A RED HYUNDAI SUV MAKES ITS WAY THROUGH DOWNTOWN SAN FRANCISCO ON A BRIGHT AUGUST AFTERNOON. THE CAR LOOKS INNOCUOUS, BUT A DAY EARLIER, POLICE HAD LINKED IT TO THE BREAK-IN OF ANOTHER CAR AND ADDED IT TO A SO-CALLED HOT LIST OF WANTED VEHICLES. NOW, THE CITY'S LICENSE PLATE RECOGNITION CAMERAS, OR LPRS, ARE STATIONED AT MAJOR INTERSECTIONS, READY AND WAITING.

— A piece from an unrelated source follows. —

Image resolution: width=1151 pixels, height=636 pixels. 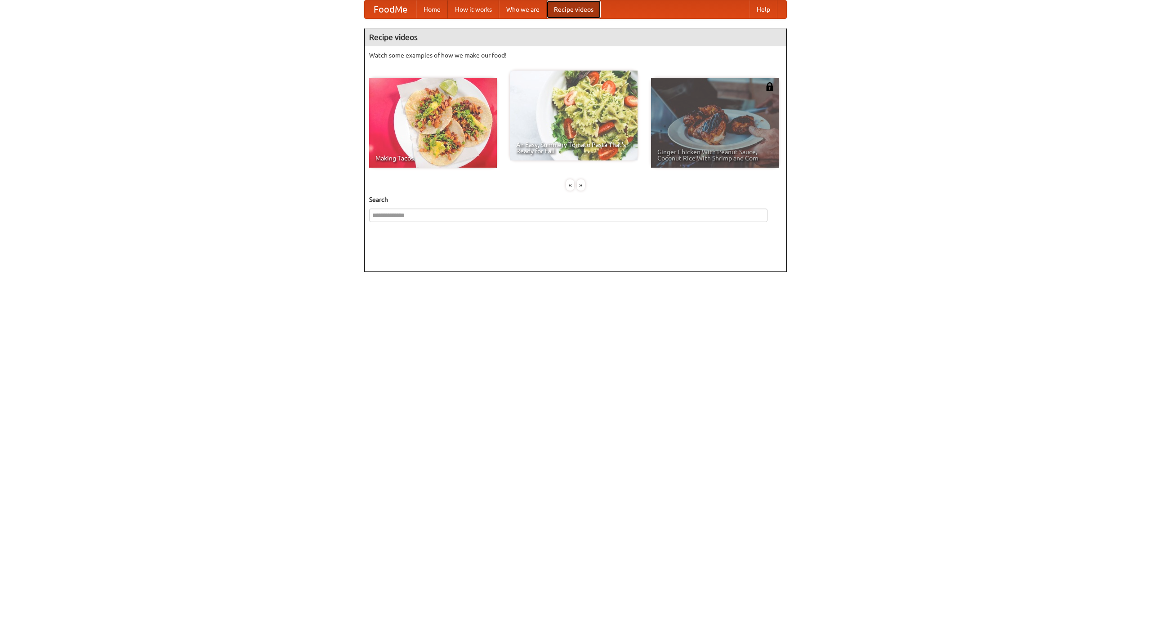 I want to click on img: 483408.png, so click(x=770, y=87).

One of those LPRS photographs the Hyundai's plates, matching it with the car on the hot list and sending an automated alert to SFPD's command center. Officers launch a drone to monitor the car. From afar, they watch as two people in hoodies and gloves emerge from the Hyundai, smash the window of a parked car, and wrestle suitcases from the back before driving off. Minutes later, police spike the Hyundai's tires, arrest the suspects, and confiscate their handguns.
Welcome to the era of tech-enhanced policing, the stuff of civil liberty advocates' nightmares and public safety advocates' dreams. It's a world where cameras patrol the streets and software helps solve crimes, and it's being hastened by a small number of surveillance companies, including the one behind the LPR that snagged that Hyundai: Flock Safety. The Atlanta-based startup, which also sells security cameras, first-responder drones, and a full suite of command-center software tools, signed a deal with San Francisco in March 2024 to install and operate 400 LPRs. By the time of the Hyundai incident in August, the city had already installed more than 200 of Flock's solar-powered, internet-connected, artificial intelligence-enhanced infrared cameras, placing them at intersections across its 46.9 square miles.